Space the beyond


And a double Heart from Outer Space !





ilhu:

crab pulsar wind nebula

spinning 30 times per second.  PER SECOND PEOPLE.



senshuk:

The region of Orion’s Belt and the Flame Nebula - This spectacular visible light wide-field view of part of the famous belt of the great celestial hunter Orion shows the region of the sky around the Flame Nebula. The whole image is filled with glowing gas clouds illuminated by hot blue young stars.



Four highlights of the new VISTA image of Orion. Credit: ESO

via www.universetoday.com



Four highlights of the new VISTA image of Orion. Credit: ESO

via www.universetoday.com



This wide-field view of the Orion Nebula (Messier 42), lying about 1350 light-years from Earth, was taken with the VISTA infrared survey telescope at ESO’s Paranal Observatory in Chile. The new telescope’s huge field of view allows the whole nebula and its surroundings to be imaged in a single picture and its infrared vision also means that it can peer deep into the normally hidden dusty regions and reveal the curious antics of the very active young stars buried there. Credit: ESO/J. Emerson/VISTA. Acknowledgment: Cambridge Astronomical Survey Unit

via space.com



awesometer:

ffox nebula

ak47:

(via blessthismess)

By the way, Firefox 3.6 is out !



The Cat’s Eye Nebula Redux

This composite of data from NASA’s Chandra X-ray Observatory and Hubble Space Telescope is a new look for NGC 6543, better known as the Cat’s Eye nebula. This famous object is a so-called planetary nebula that represents a phase of stellar evolution that the Sun should experience several billion years from now. When a star like the Sun begins to run out of fuel, it becomes what is known as a red giant. In this phase, a star sheds some of its outer layers, eventually leaving behind a hot core that collapses to form a dense white dwarf star. A fast wind emanating from the hot core rams into the ejected atmosphere, pushes it outward, and creates the graceful filamentary structures seen with optical telescopes.
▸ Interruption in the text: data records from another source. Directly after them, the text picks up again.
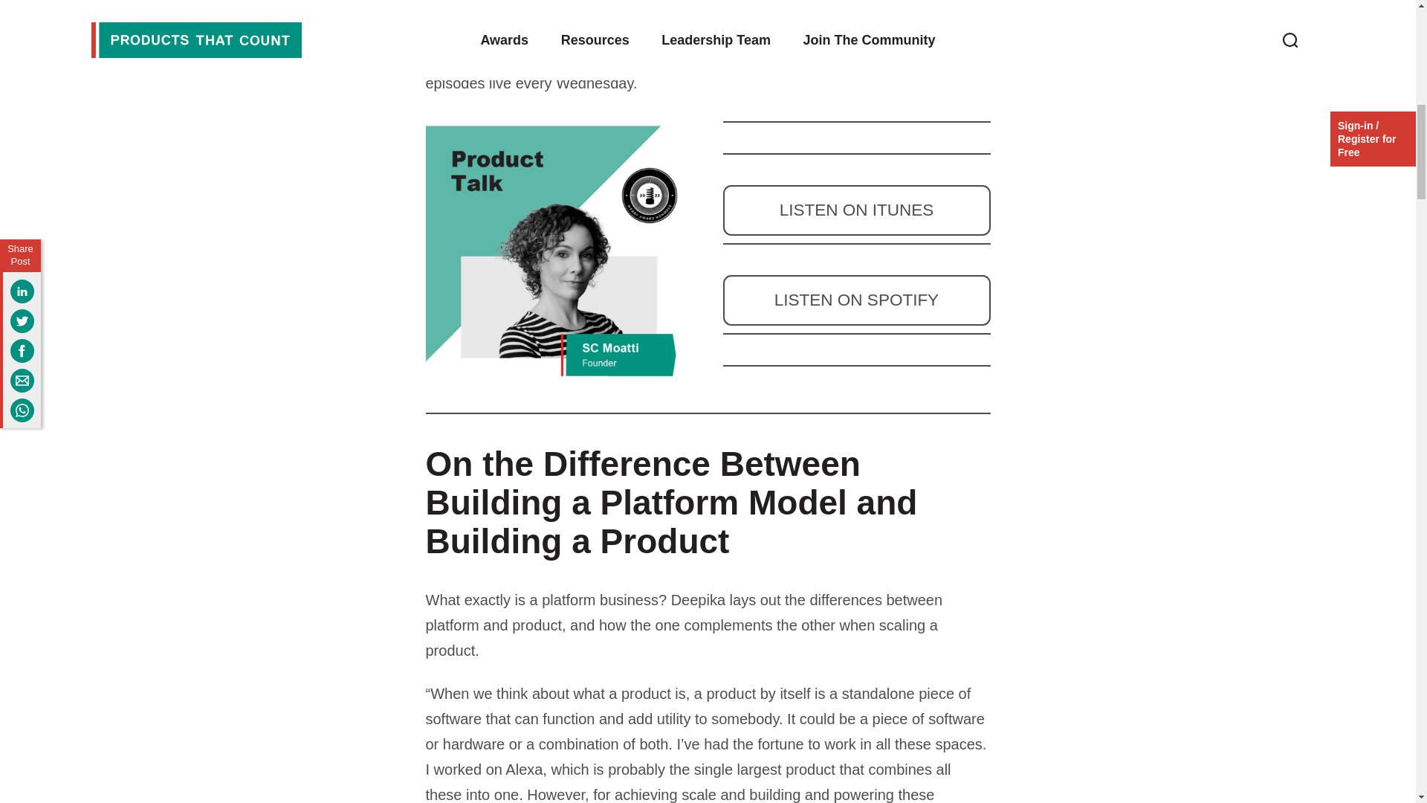 The height and width of the screenshot is (803, 1427). What do you see at coordinates (829, 33) in the screenshot?
I see `Apple Podcasts` at bounding box center [829, 33].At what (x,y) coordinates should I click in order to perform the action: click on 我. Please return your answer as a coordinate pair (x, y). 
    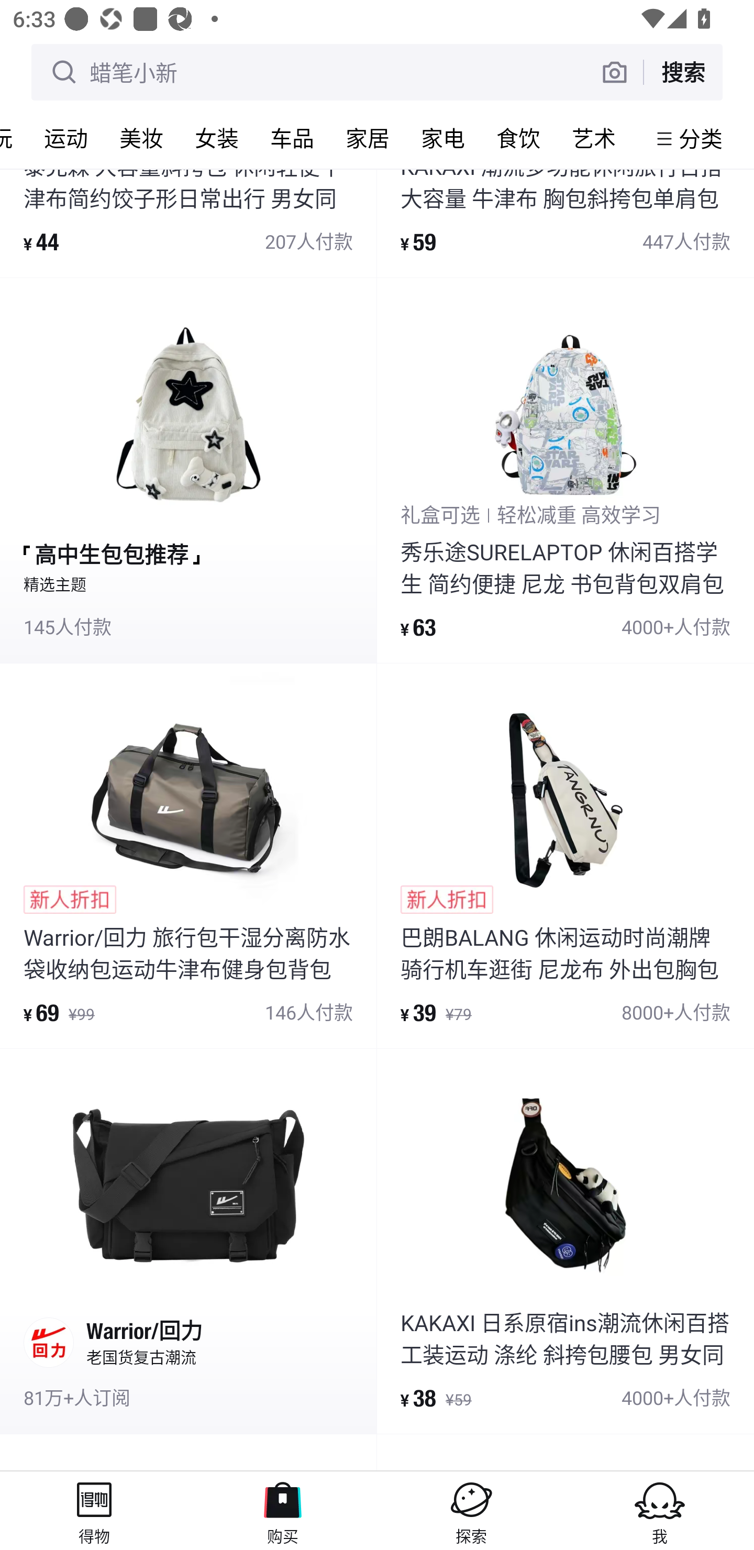
    Looking at the image, I should click on (659, 1510).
Source » via unknownskywalker:




(via futuroid:dreeandthemachine:ashleyxbaby)



Chaotic Star Birth

Nebula NGC 1333 epitomizes the beautiful chaos of a dense group of stars being born. Credit: NASA/JPL-Caltech/R. A. Gutermuth (Harvard-Smithsonian CfA)

via spacefellowship.com



Keck Telescopes Gaze into Young Star’s “Life Zone”

The inner regions of young planet-forming disks offer information about how worlds like Earth form, but not a single telescope in the world can see them. Yet, for the first time, astronomers using the W. M. Keck Observatory in Hawaii have measured the properties of a young solar system at distances closer to the star than Venus is from our sun.

Image: Planets form around a young star in this artist’s concept. Using the Keck Interferometer in Hawaii, astronomers have probed the structure of a dust disk around MWC 419 to within 50 million miles of the star. Credit: David A.